What are the 7 steps to outline a novel?

Start by choosing an outline format that fits your process, then define your story’s premise. From there, develop your main characters, select a story structure, and list out your key scenes. Focus on your main character’s arc and major plot points. Once the foundation is in place, you can layer in subplots, adjust pacing, and revise to ensure everything connects and flows. 

How to outline a novel for beginners?

Start simple. Choose a basic structure like the Three-Act format, write a one- or two-sentence premise, and list out your key scenes. Focus on your main character’s arc and major plot points. You don’t need to outline every chapter; just enough to guide your writing with confidence.

How long should an outline for a novel be?

There’s no fixed length. Some writers use a one-page summary. Others build detailed scene-by-scene breakdowns. A solid book outline gives you clarity; it doesn’t need to be exhaustive. Aim for something you can reference and revise as you draft.

Do I need an outline before I start writing?

It’s not mandatory, but it helps. Some writers outline before writing to avoid getting stuck. Others outline after the first draft to fix structural issues. Both approaches work. An outline is most useful when it builds momentum and keeps your attention on what matters next.

Is there a tool that can help me outline a novel?
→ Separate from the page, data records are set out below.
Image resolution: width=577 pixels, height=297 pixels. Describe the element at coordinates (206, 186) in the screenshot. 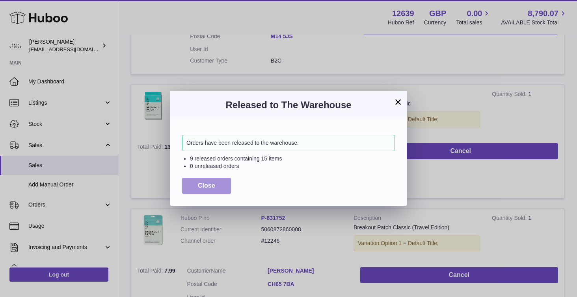

I see `button: Close` at that location.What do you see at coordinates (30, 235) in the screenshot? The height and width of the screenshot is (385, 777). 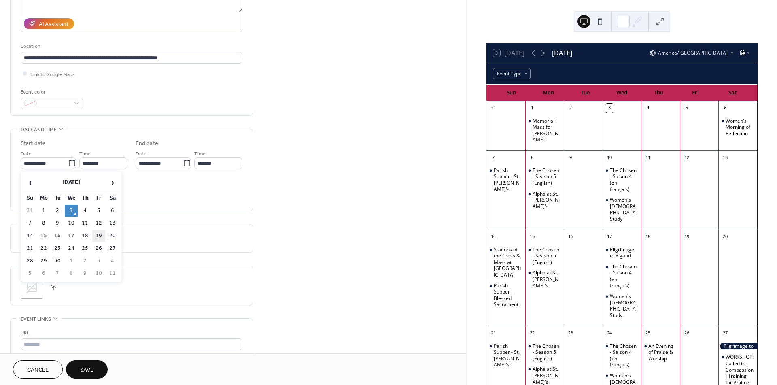 I see `td: 14` at bounding box center [30, 235].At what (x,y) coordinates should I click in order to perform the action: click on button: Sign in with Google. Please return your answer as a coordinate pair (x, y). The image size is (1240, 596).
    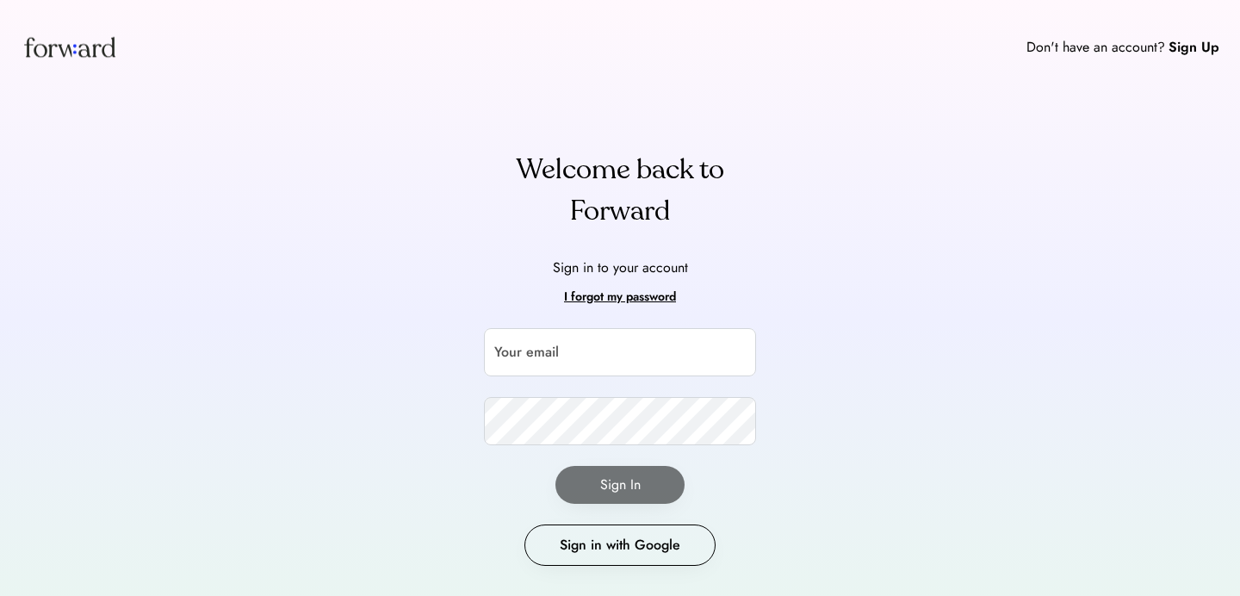
    Looking at the image, I should click on (620, 545).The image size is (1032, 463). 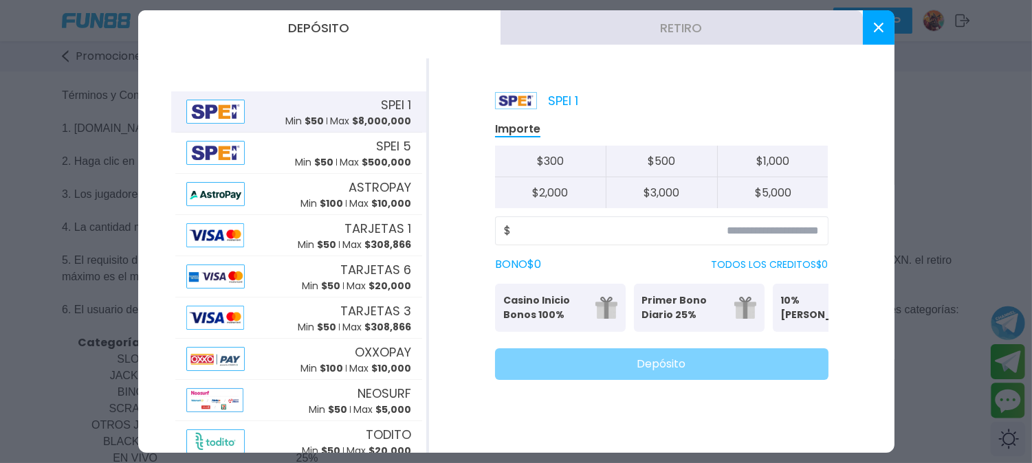 I want to click on p: TODOS LOS CREDITOS $ 0, so click(x=770, y=265).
Yes. Squibler offers free templates and a visual outline editor that helps you organize scenes, develop characters, and choose a structure that fits your story. Writers can move from idea to finished draft without losing track of the big picture.

 

Josh Fechter
Josh Fechter
Josh is the founder and CEO of Squibler. He's authored several best-selling books and created one of the largest communities of writers online.